Reform Challenges for 2029
FPTP system structurally hostile to spread vote share; NHS and public services credibility gap; candidate quality concerns at scale; risk of vote fragmentation if Conservatives recover; Farage personality-dependency risk; negative campaigning from Labour and Conservative targeting key marginals.
Frequently Asked Questions
When was Reform UK founded?
Reform UK was founded in January 2021 as a rebrand of the Brexit Party, which itself was founded in January 2019. The Brexit Party was created specifically to contest the 2019 European Parliament elections and achieved 30.5% in those elections before collapsing to 2% in the December 2019 General Election.

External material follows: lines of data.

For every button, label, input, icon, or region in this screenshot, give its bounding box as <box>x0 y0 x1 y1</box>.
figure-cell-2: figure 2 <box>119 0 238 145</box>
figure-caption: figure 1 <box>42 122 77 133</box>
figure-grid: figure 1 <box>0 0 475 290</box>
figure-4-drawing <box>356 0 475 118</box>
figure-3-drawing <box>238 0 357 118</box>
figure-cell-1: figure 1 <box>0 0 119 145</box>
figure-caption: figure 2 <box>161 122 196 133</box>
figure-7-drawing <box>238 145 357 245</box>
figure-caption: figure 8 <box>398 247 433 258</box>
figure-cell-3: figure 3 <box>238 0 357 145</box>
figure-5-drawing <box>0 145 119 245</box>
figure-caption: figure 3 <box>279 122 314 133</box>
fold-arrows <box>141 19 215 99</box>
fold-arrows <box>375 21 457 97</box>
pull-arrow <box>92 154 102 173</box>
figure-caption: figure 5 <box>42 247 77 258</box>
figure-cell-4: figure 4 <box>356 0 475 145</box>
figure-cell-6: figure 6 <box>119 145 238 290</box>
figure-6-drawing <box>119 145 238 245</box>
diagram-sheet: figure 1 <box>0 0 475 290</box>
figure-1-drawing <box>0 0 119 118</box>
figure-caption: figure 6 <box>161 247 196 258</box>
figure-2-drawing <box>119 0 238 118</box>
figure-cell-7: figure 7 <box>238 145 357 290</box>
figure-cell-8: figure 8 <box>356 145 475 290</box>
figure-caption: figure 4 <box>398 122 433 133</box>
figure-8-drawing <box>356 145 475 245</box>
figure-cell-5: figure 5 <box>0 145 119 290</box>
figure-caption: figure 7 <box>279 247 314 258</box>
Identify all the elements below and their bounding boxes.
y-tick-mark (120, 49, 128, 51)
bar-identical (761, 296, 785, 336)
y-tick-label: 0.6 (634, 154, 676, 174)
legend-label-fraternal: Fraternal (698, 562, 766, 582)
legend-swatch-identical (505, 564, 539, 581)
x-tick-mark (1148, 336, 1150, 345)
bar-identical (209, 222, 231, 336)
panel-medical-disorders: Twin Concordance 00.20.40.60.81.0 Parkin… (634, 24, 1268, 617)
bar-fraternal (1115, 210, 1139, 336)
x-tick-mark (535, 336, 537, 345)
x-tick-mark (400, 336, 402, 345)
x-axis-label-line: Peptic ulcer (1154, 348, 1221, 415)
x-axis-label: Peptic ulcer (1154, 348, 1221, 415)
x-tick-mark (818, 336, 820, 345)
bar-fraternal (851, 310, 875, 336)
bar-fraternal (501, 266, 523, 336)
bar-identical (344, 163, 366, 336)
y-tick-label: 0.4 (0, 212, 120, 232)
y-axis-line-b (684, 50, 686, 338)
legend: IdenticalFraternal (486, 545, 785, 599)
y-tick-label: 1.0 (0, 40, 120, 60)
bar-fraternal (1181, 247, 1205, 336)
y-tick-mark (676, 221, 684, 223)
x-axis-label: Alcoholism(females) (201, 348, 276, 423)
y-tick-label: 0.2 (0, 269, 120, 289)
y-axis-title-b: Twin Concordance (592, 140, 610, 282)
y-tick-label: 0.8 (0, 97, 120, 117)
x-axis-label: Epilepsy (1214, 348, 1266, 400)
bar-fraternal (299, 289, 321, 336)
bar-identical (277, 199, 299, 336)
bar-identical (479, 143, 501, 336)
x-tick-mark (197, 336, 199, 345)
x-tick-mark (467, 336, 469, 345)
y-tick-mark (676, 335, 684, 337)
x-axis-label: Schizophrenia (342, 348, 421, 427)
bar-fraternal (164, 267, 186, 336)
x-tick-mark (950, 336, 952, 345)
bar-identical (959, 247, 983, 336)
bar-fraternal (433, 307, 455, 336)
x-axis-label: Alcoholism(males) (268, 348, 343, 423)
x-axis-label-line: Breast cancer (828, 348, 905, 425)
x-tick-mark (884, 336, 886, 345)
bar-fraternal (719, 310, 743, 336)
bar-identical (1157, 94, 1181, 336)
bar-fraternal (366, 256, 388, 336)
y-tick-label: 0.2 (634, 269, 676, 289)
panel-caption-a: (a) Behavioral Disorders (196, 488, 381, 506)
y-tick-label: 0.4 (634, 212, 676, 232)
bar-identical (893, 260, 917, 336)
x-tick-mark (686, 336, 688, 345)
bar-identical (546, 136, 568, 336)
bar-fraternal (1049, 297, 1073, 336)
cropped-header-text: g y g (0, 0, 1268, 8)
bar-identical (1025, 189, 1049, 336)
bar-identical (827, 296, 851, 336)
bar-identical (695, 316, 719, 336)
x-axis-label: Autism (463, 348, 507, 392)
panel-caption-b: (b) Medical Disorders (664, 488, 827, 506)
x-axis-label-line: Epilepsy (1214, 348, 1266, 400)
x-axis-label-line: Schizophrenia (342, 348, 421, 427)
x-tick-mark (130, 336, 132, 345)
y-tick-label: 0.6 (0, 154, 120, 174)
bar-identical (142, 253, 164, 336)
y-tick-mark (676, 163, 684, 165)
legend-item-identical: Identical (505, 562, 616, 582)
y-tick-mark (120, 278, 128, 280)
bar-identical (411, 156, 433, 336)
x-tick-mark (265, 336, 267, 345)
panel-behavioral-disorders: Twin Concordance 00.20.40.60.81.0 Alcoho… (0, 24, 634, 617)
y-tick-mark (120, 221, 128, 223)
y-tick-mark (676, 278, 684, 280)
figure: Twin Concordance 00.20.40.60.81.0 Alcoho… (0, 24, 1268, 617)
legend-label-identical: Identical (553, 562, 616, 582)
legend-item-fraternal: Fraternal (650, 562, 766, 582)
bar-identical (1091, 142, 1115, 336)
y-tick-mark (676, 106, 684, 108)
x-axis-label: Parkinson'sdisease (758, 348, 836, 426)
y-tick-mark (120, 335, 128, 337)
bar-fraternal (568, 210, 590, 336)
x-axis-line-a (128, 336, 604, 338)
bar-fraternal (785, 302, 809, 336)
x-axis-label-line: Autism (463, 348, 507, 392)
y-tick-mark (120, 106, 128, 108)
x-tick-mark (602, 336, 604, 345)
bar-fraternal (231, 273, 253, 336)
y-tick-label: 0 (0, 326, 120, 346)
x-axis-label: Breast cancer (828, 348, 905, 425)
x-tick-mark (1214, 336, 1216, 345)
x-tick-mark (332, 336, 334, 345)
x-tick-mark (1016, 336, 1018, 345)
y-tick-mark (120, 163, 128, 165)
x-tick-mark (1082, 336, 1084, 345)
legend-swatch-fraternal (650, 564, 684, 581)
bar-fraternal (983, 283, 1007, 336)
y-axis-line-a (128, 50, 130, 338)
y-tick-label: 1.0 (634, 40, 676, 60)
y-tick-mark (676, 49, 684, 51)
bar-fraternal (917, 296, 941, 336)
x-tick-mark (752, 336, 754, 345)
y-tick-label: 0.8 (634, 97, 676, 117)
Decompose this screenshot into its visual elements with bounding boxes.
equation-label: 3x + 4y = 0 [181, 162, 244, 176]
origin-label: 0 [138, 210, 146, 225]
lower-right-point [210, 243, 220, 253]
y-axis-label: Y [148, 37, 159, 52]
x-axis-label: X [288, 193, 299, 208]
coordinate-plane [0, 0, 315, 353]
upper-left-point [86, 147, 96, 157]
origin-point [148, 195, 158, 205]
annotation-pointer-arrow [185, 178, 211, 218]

What did Reform UK poll in the 2024 General Election?
Reform UK won 14.3% of the vote in the 2024 General Election, translating to just 5 seats due to the first-past-the-post system. It received over 4 million votes, the third highest vote total of any party. The party came second in 98 constituencies.
What is Reform UK polling at in 2026?
Reform UK polls at approximately 28% in national surveys in 2026, making it joint-leading party alongside Labour in many polls. It has led some polls outright since early 2025, driven by Labour unpopularity and sustained high immigration figures.
Why did Nigel Farage return to Reform UK?
Nigel Farage announced his return to Reform UK in June 2024 during the General Election campaign, replacing Richard Tice as leader. He cited the scale of the political opportunity and stood for Parliament in Clacton, winning the seat. His return immediately boosted Reform polling by 3-4 percentage points.
Can Reform UK win the 2029 General Election?
At 28% polling Reform UK would be competitive but faces a severe FPTP penalty. Uniform swing modelling suggests Reform needs roughly 35% to win a majority. The party must demonstrate local government credibility, sustain national polling, and consolidate its vote geographically in its 98 second-place constituencies to be a genuine 2029 contender.
Related Pages
Reform UK Overview
Current polling, policies, leadership, and 2024 General Election results in detail.
Conservative Polling History
The Conservative collapse from 43.6% in 2019 to 19% in 2026 — full timeline and analysis.
UKIP History
How UKIP pioneered the populist right-wing breakthrough that Reform UK now dominates.